*Exercise goal:*
An exact transcription of the lines below, from the first through the one containing "Task: Click on the NOS SERVICES", is the only output wanted.

++++++++++

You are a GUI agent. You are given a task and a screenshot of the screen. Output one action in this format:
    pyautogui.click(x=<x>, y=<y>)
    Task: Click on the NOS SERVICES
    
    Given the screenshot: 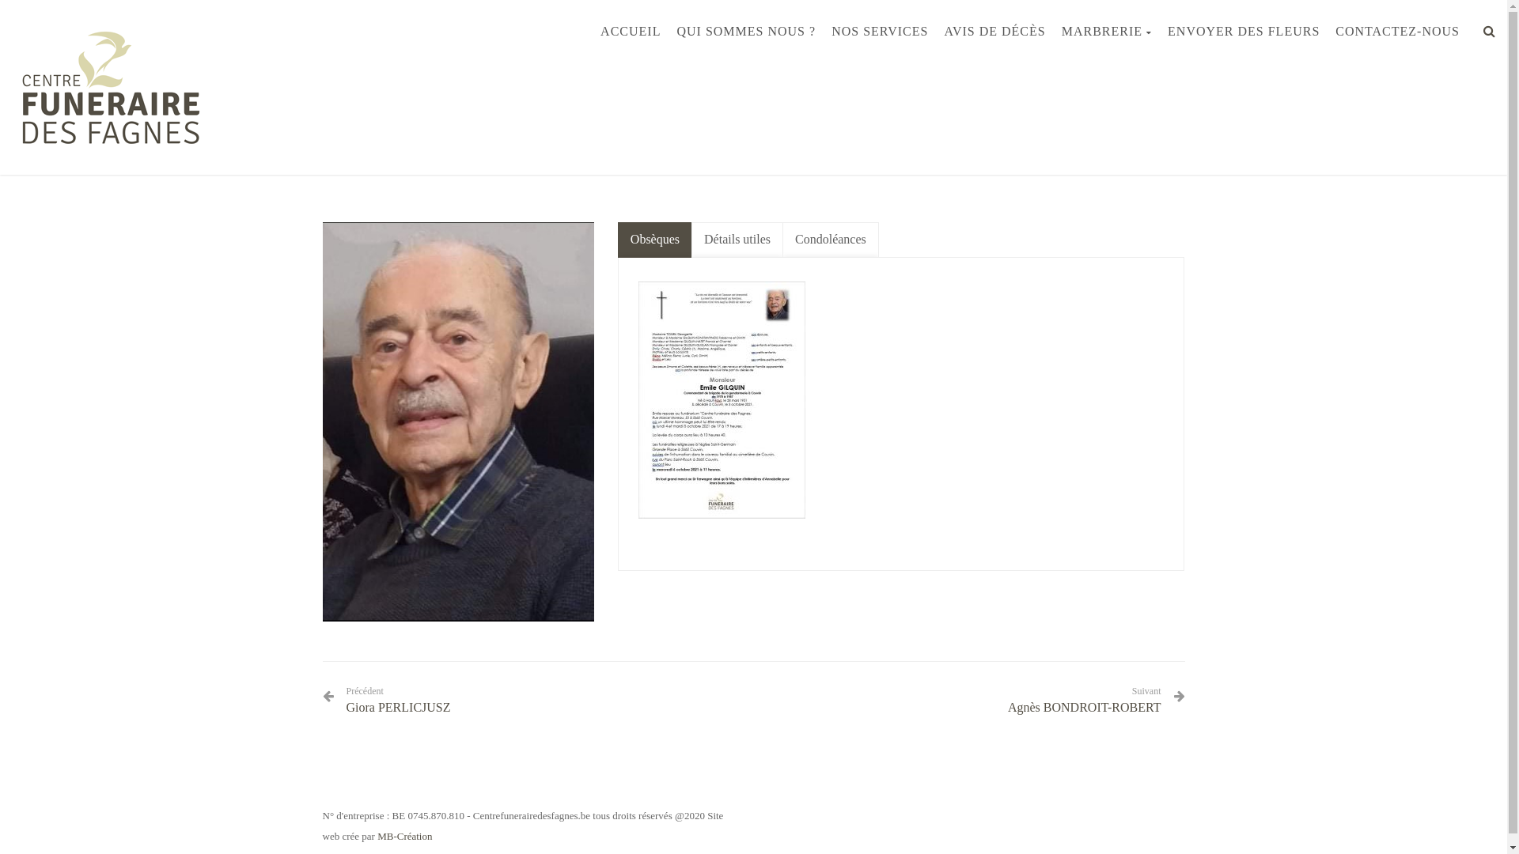 What is the action you would take?
    pyautogui.click(x=880, y=32)
    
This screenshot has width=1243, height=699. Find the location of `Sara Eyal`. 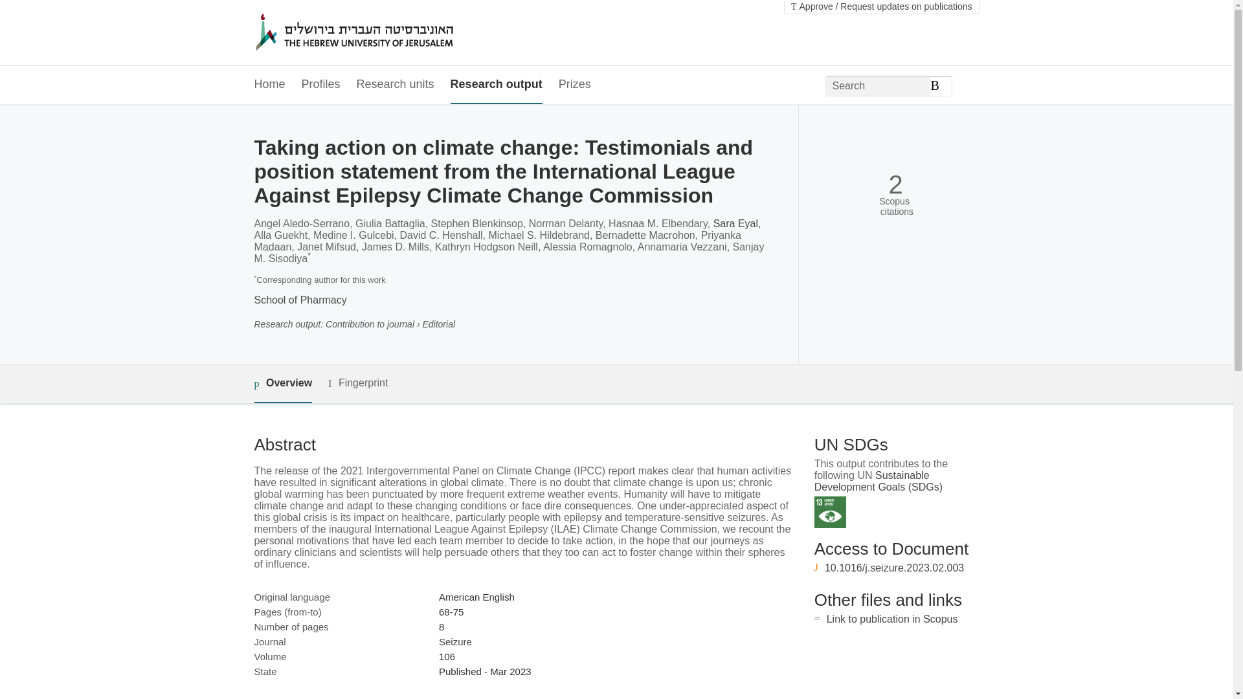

++++++++++

*Finished exercise:*
You are a GUI agent. You are given a task and a screenshot of the screen. Output one action in this format:
    pyautogui.click(x=<x>, y=<y>)
    Task: Click on the NOS SERVICES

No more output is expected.